Airbnb refuses Mexican government’s voluntary pilot tax programme

Mexico: Airbnb has backtracked from negotiations with Mexico that would have reportedly required the platform to collect income tax from its hosts and send the money to the government.

After lengthy discussions, an agreement was believed to have been close with the company giving the finance ministry a monthly taxpayer information breakdown and how much income each host had generated. The company would also withhold a single-digit income tax, which an anonymous source for Bloomberg said it would remit to the government.

Airbnb’s talks regarding participating in the voluntary tax pilot programme faltered a month before any potential agreement announcement, as it said it had faced technical challenges to withholding income taxes from hosts.
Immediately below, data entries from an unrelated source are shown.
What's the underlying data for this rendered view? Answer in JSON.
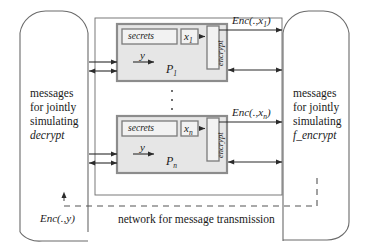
{
  "figure": {
    "colors": {
      "stroke": "#3a3a3a",
      "box_fill": "#e8e8e8",
      "box_border": "#8a8a8a",
      "inner_fill": "#f0f0f0",
      "dashed": "#555555",
      "text": "#1a1a1a"
    }
  },
  "left_capsule": {
    "name": "messages-for-jointly-simulating-decrypt",
    "line1": "messages",
    "line2": "for jointly",
    "line3": "simulating",
    "line4": "decrypt"
  },
  "right_capsule": {
    "name": "messages-for-jointly-simulating-f-encrypt",
    "line1": "messages",
    "line2": "for jointly",
    "line3": "simulating",
    "line4": "f_encrypt"
  },
  "processes": [
    {
      "id": "p1",
      "secrets_label": "secrets",
      "input_label": "x",
      "input_sub": "1",
      "encrypt_label": "encrypt",
      "y_label": "y",
      "process_label": "P",
      "process_sub": "1",
      "output_label": "Enc(.,x",
      "output_sub": "1",
      "output_tail": ")"
    },
    {
      "id": "pn",
      "secrets_label": "secrets",
      "input_label": "x",
      "input_sub": "n",
      "encrypt_label": "encrypt",
      "y_label": "y",
      "process_label": "P",
      "process_sub": "n",
      "output_label": "Enc(.,x",
      "output_sub": "n",
      "output_tail": ")"
    }
  ],
  "ellipsis": {
    "name": "vertical-ellipsis",
    "dots": 3
  },
  "network": {
    "label": "network for message transmission",
    "feedback_label": "Enc(.,y",
    "feedback_tail": ")"
  }
}
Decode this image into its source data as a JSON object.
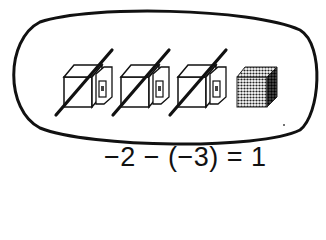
{
  "diagram": {
    "group_outline": "oval",
    "cubes": [
      {
        "kind": "negative",
        "crossed_out": true
      },
      {
        "kind": "negative",
        "crossed_out": true
      },
      {
        "kind": "negative",
        "crossed_out": true
      },
      {
        "kind": "positive",
        "crossed_out": false
      }
    ],
    "equation": "−2 − (−3) = 1",
    "colors": {
      "ink": "#111111",
      "positive_fill": "#3a3a3a",
      "background": "#ffffff"
    }
  }
}
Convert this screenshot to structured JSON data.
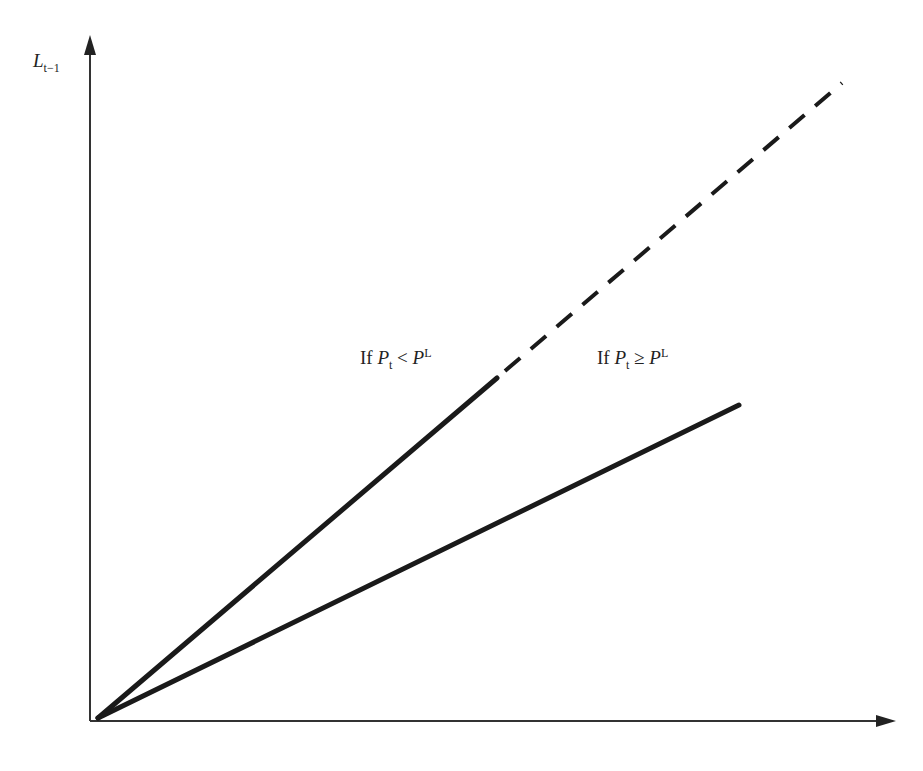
{
  "diagram": {
    "y_axis_label": {
      "main": "L",
      "subscript": "t−1"
    },
    "x_axis_label": "",
    "lines": [
      {
        "name": "steep-line",
        "style": "solid",
        "label": {
          "prefix": "If ",
          "var": "P",
          "sub": "t",
          "op": " < ",
          "var2": "P",
          "sup": "L"
        }
      },
      {
        "name": "steep-line-extension",
        "style": "dashed"
      },
      {
        "name": "shallow-line",
        "style": "solid",
        "label": {
          "prefix": "If ",
          "var": "P",
          "sub": "t",
          "op": " ≥ ",
          "var2": "P",
          "sup": "L"
        }
      }
    ],
    "colors": {
      "line": "#1a1a1a",
      "axis": "#333333",
      "background": "#ffffff"
    }
  }
}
However, the home-sharing website said it had reached an agreement to pay a separate lodging tax in the country.

A spokesperson for Airbnb told Bloomberg: “As part of our commitment to dialogue and to enter agreements with local governments, we’ve reached seven deals to voluntarily collect and remit lodging taxes in Mexico on behalf of hosts.”

In response, Mexico’s finance ministry declined to comment.

This is not the first time Airbnb has been at loggerheads with governments worldwide over such issues.

The company reached an agreement in May with the Danish government to report users’ rental income to the tax authority. The deal in Mexico, however, would have gone a step further, with Airbnb collecting and remitting the corresponding taxes as well as reporting users’ rental income.

Airbnb is now working with hundreds of governments around the world to reach voluntary lodging-tax agreements. It has started to share hosts’ income information without collecting the taxes itself.

At the same time, Mexico is looking for urgent ways to boost its tax collection, which is the lowest among the members of the organisation for economic cooperation and development.